Before the ink was dry on the LiveRamp deal, Publicis Group CEO Arthur Sadoun had personally sent 500 emails. To clients, to partners and to rival holdcos — all carrying the same message. Nothing changes. LiveRamp stays neutral. Your data is safe. He had to send those messages. The holdcos alone account for 5% of LiveRamp’s revenue. Losing them on day one would have complicated a rationale that goes well beyond advertising. It’s a $2.2 billion bet that the next trillion dollar market won’t go to the best media buyer. It’ll go to whoever can help clients build AI agents that their competitors can’t replicate.

Because anyone can license an AI model. That’s not the edge. According to Sadoun, the data is. Specifically, a set that spans 25,000 publisher domains, more than 500 data and tech partners in 14 markets and serves 800 clients — 250 of which are Fortune 500.

What LiveRamp does is let those clients take the data they own (customer records, transaction history and behaviour signals) and thread it across the entire ecosystem without exposing the underlying details. The mechanism for that is RampID, a pseudonymous identifier that runs across publishers, retailers, CTV platforms and data partners. With it, a marketer can match its CRM list against a publisher’s audience, measure whether an ad drove a sale or run a campaign across the open web — all without the data ever leaving its owner’s hands thanks to its data clean room Habu.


What you need to do: Filter the entries, keeping every line with the word "human".

Dataset:
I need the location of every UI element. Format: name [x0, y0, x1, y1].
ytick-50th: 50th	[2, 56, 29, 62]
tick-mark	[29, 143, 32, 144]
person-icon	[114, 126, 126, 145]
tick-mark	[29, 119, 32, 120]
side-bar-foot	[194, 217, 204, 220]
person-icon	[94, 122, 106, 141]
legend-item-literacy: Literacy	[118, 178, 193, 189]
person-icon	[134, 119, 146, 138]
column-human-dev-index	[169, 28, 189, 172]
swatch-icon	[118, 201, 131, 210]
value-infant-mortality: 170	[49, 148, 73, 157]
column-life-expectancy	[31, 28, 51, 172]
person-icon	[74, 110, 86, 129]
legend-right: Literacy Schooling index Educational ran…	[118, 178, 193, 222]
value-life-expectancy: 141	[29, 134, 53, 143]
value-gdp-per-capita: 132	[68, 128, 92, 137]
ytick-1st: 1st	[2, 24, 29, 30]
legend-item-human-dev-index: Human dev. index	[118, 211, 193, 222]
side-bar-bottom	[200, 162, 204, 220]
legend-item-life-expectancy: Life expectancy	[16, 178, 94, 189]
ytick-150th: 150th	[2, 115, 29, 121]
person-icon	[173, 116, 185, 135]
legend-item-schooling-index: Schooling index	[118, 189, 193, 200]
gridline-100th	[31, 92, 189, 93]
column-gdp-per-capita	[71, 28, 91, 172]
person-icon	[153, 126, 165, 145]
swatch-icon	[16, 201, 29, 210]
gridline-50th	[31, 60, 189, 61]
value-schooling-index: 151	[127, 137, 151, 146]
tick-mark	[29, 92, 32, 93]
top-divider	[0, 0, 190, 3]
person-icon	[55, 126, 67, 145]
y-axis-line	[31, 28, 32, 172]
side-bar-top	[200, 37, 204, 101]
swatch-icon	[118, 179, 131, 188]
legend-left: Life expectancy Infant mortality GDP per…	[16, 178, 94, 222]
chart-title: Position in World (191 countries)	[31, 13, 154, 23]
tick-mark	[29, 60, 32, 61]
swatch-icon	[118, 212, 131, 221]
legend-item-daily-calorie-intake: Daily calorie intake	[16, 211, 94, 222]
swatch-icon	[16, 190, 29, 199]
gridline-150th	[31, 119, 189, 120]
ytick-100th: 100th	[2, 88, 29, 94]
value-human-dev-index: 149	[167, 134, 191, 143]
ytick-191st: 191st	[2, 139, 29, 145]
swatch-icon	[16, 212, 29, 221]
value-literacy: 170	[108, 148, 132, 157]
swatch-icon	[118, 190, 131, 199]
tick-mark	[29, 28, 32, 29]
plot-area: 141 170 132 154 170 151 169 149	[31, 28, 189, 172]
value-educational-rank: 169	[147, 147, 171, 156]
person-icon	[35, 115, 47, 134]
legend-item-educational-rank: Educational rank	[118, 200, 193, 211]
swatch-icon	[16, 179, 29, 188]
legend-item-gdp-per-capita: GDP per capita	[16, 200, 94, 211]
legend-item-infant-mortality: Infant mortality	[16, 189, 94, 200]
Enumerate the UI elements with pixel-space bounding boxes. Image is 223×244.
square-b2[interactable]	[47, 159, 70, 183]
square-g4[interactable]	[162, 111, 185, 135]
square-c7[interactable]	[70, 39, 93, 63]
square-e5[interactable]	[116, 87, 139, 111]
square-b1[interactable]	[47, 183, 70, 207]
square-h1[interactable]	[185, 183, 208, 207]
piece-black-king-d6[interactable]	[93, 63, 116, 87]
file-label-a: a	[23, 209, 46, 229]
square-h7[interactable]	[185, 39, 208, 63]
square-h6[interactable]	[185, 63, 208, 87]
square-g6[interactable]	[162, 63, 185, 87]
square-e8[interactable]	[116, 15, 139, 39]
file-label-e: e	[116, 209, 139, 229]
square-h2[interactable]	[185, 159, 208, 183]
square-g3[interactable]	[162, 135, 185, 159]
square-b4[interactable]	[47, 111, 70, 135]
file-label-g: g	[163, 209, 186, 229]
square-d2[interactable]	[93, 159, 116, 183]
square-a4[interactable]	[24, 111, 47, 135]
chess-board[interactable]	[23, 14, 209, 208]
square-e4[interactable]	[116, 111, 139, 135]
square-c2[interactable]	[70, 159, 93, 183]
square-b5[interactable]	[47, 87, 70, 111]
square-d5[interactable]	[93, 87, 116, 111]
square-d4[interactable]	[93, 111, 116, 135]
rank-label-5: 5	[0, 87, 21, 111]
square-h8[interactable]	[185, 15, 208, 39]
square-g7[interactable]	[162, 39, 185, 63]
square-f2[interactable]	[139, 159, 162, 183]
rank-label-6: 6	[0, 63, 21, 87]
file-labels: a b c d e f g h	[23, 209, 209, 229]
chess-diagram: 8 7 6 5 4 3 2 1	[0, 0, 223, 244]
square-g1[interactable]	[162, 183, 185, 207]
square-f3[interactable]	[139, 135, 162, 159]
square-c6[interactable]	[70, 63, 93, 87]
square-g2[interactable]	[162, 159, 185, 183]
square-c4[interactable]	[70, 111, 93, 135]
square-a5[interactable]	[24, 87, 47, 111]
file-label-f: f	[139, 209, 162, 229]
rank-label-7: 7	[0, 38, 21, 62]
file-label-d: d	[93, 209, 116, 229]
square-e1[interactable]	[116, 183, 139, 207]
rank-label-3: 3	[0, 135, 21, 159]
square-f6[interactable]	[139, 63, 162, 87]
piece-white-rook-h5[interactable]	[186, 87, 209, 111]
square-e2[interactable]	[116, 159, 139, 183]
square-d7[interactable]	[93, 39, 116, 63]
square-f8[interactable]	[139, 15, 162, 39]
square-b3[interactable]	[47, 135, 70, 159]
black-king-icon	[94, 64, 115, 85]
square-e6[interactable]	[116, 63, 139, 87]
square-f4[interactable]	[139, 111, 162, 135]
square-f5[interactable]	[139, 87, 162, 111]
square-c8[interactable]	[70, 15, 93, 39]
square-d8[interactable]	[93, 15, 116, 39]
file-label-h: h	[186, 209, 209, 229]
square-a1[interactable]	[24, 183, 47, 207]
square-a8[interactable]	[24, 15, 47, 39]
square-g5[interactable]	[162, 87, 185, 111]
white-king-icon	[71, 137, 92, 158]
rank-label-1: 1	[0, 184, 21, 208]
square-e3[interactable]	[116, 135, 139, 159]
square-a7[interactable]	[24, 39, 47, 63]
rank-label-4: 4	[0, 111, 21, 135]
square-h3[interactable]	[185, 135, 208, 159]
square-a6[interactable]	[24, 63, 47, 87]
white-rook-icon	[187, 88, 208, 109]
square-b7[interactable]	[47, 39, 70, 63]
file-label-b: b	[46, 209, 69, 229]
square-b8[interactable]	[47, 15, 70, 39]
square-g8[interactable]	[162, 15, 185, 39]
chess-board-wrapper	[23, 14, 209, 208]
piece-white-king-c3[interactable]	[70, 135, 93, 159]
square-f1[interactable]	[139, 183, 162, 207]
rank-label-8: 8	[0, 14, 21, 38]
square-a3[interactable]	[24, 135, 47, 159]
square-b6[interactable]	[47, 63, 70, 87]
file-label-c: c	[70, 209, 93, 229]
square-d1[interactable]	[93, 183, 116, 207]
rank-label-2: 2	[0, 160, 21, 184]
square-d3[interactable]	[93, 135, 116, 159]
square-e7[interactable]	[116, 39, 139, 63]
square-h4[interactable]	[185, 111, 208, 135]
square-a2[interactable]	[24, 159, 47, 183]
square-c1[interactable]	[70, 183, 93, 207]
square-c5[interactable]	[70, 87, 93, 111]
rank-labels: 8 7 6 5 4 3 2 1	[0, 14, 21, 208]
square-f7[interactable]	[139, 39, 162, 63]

Result for this task:
column-human-dev-index	[169, 28, 189, 172]
legend-item-human-dev-index: Human dev. index	[118, 211, 193, 222]
value-human-dev-index: 149	[167, 134, 191, 143]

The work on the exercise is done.